Wednesday, 4 July 2012

Senate gives FG knocks over N8bn spent on prisons’ decongestion


By HENRY UMORU
…asks Legal Aid Council to take over project
ABUJA—THE Senate, yesterday, accused the Federal Government of spending N8, 723,12,391:66 on prison decongestion with little to show for it. The Senate also declared, that the programme which is under the Ministry of Justice is expensive and not sustainable, just as it directed the Legal Aid Council of Nigeria, an agency of the Federal Ministry of Justice to take over the prisons decongestion programme.
According to the Senate, with the coming into effect of the Re-enactment Act 2011, the Legal Aid Council, has been repositioned for effective and efficient performance, adding that “the Legal Aid Council, which has the statutory mandate to represent indigent Nigerians, if well funded, can effectively discharge this mandate on a sustainable basis rather than embark on an interventionist programme that was to all intent and purposes unsustainable.”
The resolutions of the Senate followed the report presented by the Senator Umaru Dahiru (Sokoto South)- led Joint Committee on Judiciary, Human Rights and Legal M atters, Interior and Police Affairs on the plight of persons awaiting trial in Nigerian prisons.
Presenting the report, the Chairman of the committee, Senator Umaru Dahiru, said the prisons decongestion programme had failed despite the huge sum of money sunk into it, adding, “since 2006 till date, a whopping N8.7 billion has so far been expended on the programme with little to show for it.”
The Senate also approved the amendment of the constitution to remove the prisons from the exclusive legislative list to the concurrent legislative list to allow states build and maintain prisons, just as it also approved an increase in the funding of the Nigeria Prisons Service to address the problem of infrastructural decay and boost the welfare of inmates and prison officers.
State governors and chief judges of the 36 states and the Federal Capital Territory were further mandated to visit any prison in their respective states at least twice a year in exercise of the power of prerogative of mercy.
The Economic and Financi al Crimes Commission, EFCC, ICPC, Director General of State Security Services, SSS, Inspector General of Police and other law enforcement agencies were asked to train their officials on effective and efficient investigation before arrests and detentions were made to check incidences of unnecessary arrests.
Confirms appointment of 2 Supreme Court judges
In a related development, the Senate yesterday confirmed the appointment of Justices Clara Ogunbiyi and Musa Muhammed as justices of the Supreme Court.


▶ [AIM OF THE EXERCISE] Work through the data line by line, gathering every line that has the word "diagram".

[Records from a data source]
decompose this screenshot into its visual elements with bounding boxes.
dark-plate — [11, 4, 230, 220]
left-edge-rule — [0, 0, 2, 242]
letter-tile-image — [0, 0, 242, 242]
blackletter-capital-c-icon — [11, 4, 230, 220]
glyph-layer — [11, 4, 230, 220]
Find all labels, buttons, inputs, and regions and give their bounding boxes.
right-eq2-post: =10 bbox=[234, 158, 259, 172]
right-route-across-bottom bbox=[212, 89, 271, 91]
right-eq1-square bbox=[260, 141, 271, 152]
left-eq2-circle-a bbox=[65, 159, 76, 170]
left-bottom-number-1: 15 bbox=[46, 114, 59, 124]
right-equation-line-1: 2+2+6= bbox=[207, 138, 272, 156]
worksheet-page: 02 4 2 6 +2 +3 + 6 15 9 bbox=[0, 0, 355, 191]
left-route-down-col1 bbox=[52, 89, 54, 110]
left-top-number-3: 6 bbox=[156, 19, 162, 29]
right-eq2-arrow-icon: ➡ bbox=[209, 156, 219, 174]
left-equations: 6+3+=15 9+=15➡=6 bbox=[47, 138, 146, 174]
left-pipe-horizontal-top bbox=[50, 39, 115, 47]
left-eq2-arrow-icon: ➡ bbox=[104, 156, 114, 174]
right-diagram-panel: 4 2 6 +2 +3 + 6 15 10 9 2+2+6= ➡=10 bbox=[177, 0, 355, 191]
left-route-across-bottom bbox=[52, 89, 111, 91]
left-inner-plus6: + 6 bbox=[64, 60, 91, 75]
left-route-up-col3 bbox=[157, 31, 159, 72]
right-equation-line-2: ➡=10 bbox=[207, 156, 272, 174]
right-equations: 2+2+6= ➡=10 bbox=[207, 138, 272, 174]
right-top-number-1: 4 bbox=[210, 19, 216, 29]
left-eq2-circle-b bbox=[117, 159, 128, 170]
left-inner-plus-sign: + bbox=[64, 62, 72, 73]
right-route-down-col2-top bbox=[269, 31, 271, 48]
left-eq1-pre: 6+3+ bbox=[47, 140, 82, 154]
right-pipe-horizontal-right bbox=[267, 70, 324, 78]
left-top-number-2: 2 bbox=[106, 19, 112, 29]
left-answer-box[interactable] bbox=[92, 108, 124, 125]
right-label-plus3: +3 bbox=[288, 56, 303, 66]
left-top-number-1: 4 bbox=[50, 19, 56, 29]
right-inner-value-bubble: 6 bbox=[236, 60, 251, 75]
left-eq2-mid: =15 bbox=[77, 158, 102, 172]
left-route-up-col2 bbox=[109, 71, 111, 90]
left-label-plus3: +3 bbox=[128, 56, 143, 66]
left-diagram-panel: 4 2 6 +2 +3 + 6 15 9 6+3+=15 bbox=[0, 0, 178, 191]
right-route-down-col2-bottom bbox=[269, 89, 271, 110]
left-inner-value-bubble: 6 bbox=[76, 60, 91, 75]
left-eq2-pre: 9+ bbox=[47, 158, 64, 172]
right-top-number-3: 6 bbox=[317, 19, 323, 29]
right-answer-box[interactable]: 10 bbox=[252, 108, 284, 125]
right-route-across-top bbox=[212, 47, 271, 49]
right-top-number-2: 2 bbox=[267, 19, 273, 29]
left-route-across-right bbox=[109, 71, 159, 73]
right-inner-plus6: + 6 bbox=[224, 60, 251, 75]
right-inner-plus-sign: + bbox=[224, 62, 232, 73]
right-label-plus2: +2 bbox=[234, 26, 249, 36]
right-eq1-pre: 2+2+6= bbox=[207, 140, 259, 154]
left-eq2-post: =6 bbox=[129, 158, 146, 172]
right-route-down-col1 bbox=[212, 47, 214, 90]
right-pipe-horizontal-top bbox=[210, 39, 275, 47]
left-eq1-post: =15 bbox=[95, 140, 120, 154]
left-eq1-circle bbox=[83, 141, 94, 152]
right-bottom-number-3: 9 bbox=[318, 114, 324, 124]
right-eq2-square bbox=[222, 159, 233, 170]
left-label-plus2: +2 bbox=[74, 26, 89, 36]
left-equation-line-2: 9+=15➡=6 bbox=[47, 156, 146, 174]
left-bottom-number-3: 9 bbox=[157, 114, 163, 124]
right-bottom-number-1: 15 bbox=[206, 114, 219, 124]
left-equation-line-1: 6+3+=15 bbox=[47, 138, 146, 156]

▶ [EXERCISE RESPONSE]
right-diagram-panel: 4 2 6 +2 +3 + 6 15 10 9 2+2+6= ➡=10 bbox=[177, 0, 355, 191]
left-diagram-panel: 4 2 6 +2 +3 + 6 15 9 6+3+=15 bbox=[0, 0, 178, 191]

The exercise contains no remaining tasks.